The Delhi High Court now fills that gap. By reviving alienation of affection as a civil wrong, it affirms that decriminalisation did not extinguish responsibility. These claims will be heard by civil courts, not family courts, since the defendant is an outsider to the marriage. The focus shifts from punishing desire to address injury. In recognising deliberate interference as actionable harm, the law reaffirms that freedom in private life must coexist with duty to avoid unjust damage to others.

India's distinct path

In many countries, the tort that once allowed people to sue for a broken relationship has faded away. England ended them in 1970, and most of the American states soon followed, fearing misuse or the idea of turning love into a transaction. India has taken a different course. Here, relationships are not seen as purely private matters but as part of a shared social life where family and community continue to hold deep value.

The Delhi High Court's decision reflects this understanding. It recognises that freedom and responsibility must exist together. Marriage may be personal, but it also forms the base of social trust. Protecting it from deliberate harm is not about passing moral judgment but about preserving that trust. In this view, the law acts as a safeguard, not a moral authority. By placing this remedy within a space of accountability, the court respects individual choice while reminding us that true freedom has meaning only when used with care and consideration for others.

Proof and privacy in modern timesIt will take tact to apply this remedy. Messages, emails, and photos may be included in the evidence in a time when love is expressed online. These pieces may misrepresent the context or disclose intent. Courts must establish precise criteria for relevance and authenticity in order to differentiate between speculative accusations and actual proof. Not every image is proof of design, and not every conversation is a confession.

Dignity shouldn't be sacrificed in the pursuit of truth. When a law touches on private matters, it must be done so sparingly and with consideration for justice and compassion. Whether this innovation promotes justice or encourages abuse will depend on how proof and privacy are balanced. The law can only safeguard freedom and trust when evidence is handled carefully.

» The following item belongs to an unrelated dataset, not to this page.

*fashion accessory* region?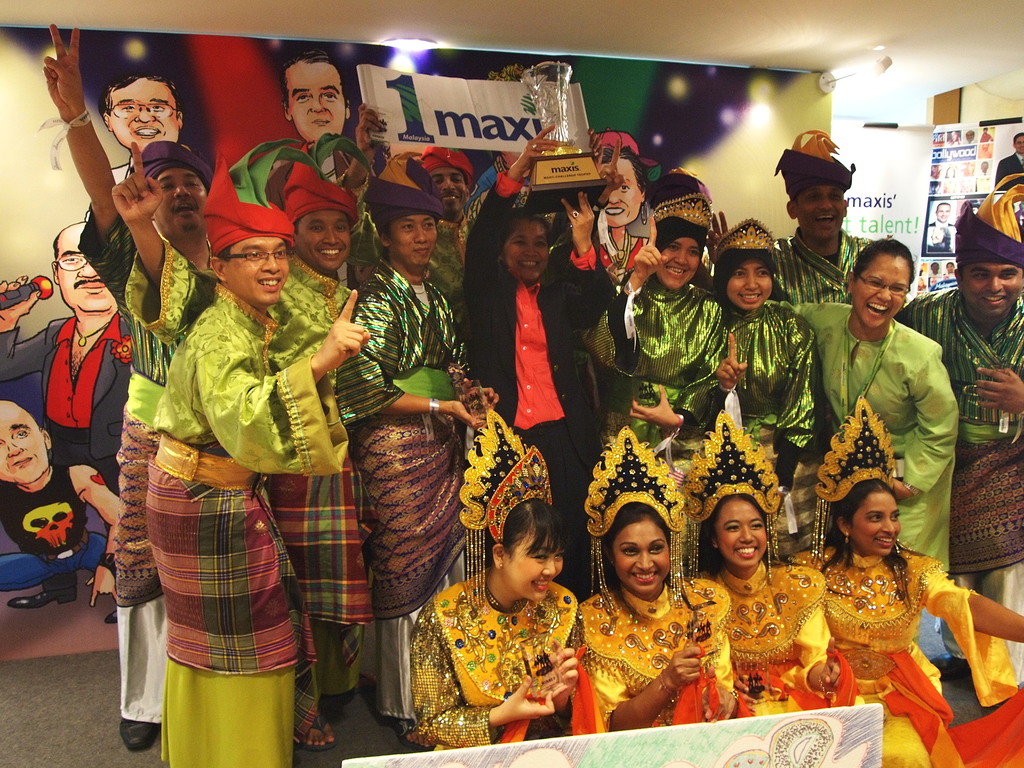
420/397/448/442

Freedom with responsibility 

The ruling deepens the conversation on autonomy. In Justice K.S. Puttaswamy (Retd.) v. Union of India, the Supreme Court upheld privacy and choice as essential parts of personal liberty. Building on that idea, the Delhi High Court reminds us that rights find their true meaning only when exercised with a sense of responsibility and respect for others. Freedom and accountability are not opposites; they sustain each other.

This principle applies equally to everyone and rests on evidence, not assumption. The ruling does not punish attraction or criminalise emotion. It speaks only to deliberate acts that damage a lawful relationship. In doing so, the court recognises that intimacy has a moral dimension and that freedom, when used without regard for others, can erode the trust that relationships depend upon. The judgment weaves responsibility into the fabric of liberty and invites us to think about how love and justice can coexist in the same space.

Justice as recognition

The strength of this new remedy will depend on how carefully it is applied. Money cannot repair a broken heart or rebuild companionship, but it can still recognise the pain caused and affirm that betrayal has consequences. If judges approach such cases with fairness and compassion, the law can serve as a quiet reminder that intimacy is not without duty.

The Delhi High Court's decision has given the language of affection a new kind of accountability. It acknowledges that relationships, though deeply personal, deserve protection from deliberate harm. In a time when personal freedom often claims absolute space, the ruling restores a sense of balance. Love may always remain an affair of the heart, but when it becomes a source of harm, the law cannot look away. The court has not moralised intimacy; it has given it dignity by showing that freedom in love finds meaning only when paired with care and respect for another.

Author is a lawyer and public policy consultant. Views Are Personal.